"I don't know--I don't know," replied the old gentleman dubiously--"It will be bad enough when he sees my last pictures. No--no--I don't think I'll tell him. Foscari can look after the place. I need hardly be there at all while he's with us."

And then, making the sign of the cross upon each other's foreheads--saying--"God bless you"--as they had done every night their whole lives long, they fell asleep.

CHAPTER XXVI

THE RETURN--VENICE

It was sunset when John arrived. The gondolas were riding on a sea of rose; the houses were standing, quietly, silently, as you will see cattle herd, knee-deep in the burning water. Here and there in the distance, the fiery sun found its reflection in some obscure window, and burnt there in a glowing flame of light. Then it was a city of rose and pink, of mauve and blue and grey, one shading into the other in a texture so delicate, so fine that the very threads of it could not be followed in their change.
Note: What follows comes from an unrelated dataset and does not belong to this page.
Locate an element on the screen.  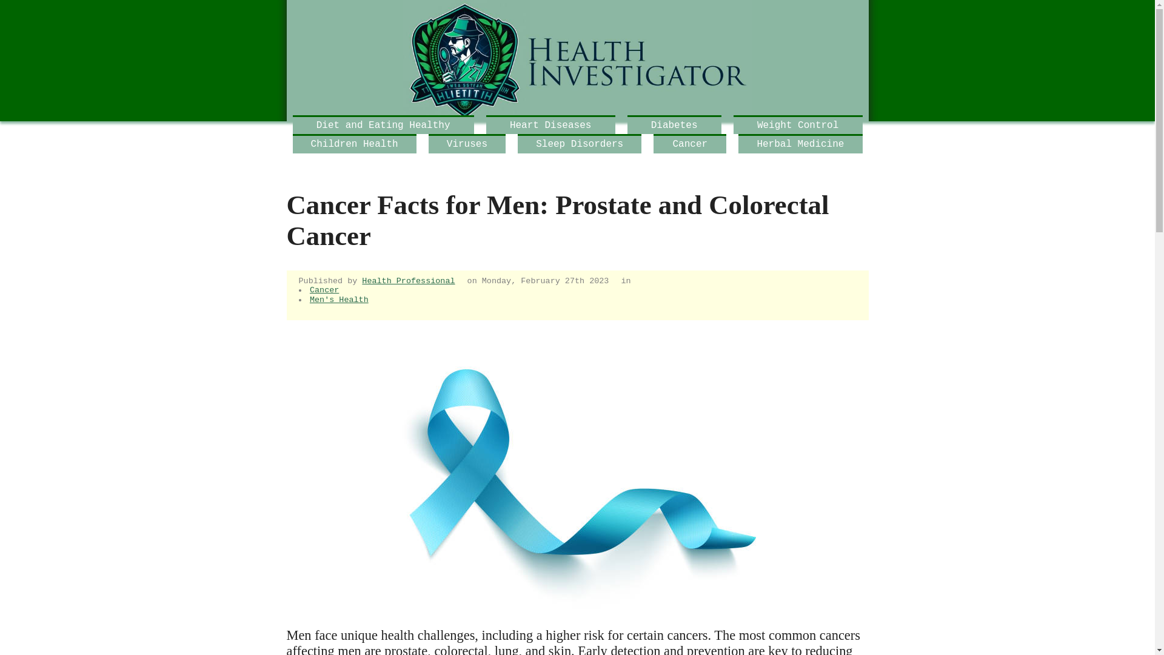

John took a deep breath as he stepped into his gondola. It needed such colour as this to wash out the blackness of that night in London. It needed such stillness and such quiet to soothe the rancour of his bitterness; for the stillness of Venice is the hushed stillness of a church, where all anger is drugged to sleep and only the sorrow that one learns of can hold against the spell and keeps its eyes awake.

Now, in the desolation of his mind, John was learning, of the things that have true value and of those which have none. It is not an easy lesson to acquire, for the sacrifice of pre-conceived ideas can only be accomplished on the altar of bitterness and only the burning of despair can reduce them to the ashes in which lies the truth concealed.

Having deposited his belongings in his rooms in the Rio della Sacchere, where he always stayed, he set off on foot by the narrow little pathways to the Palazzo Capello.

That was always a moment in John's life when, upon his arrival every year, he first opened the big gate that closed on to the fondamenta. It was always a moment to be remembered when first he beheld, from beneath the archway, the glow of the flaming sunset in that old Italian garden, framed in the lace-worked trellises of iron.

Life had these moments. They are worth all the treasure of the Indies. The mind of a man is never so possessed of wealth as when he comes upon them; for in such moments as these, his emotions are wings which no sun of vaunted ambition can melt; in such moments as these, he touches the very feet of God.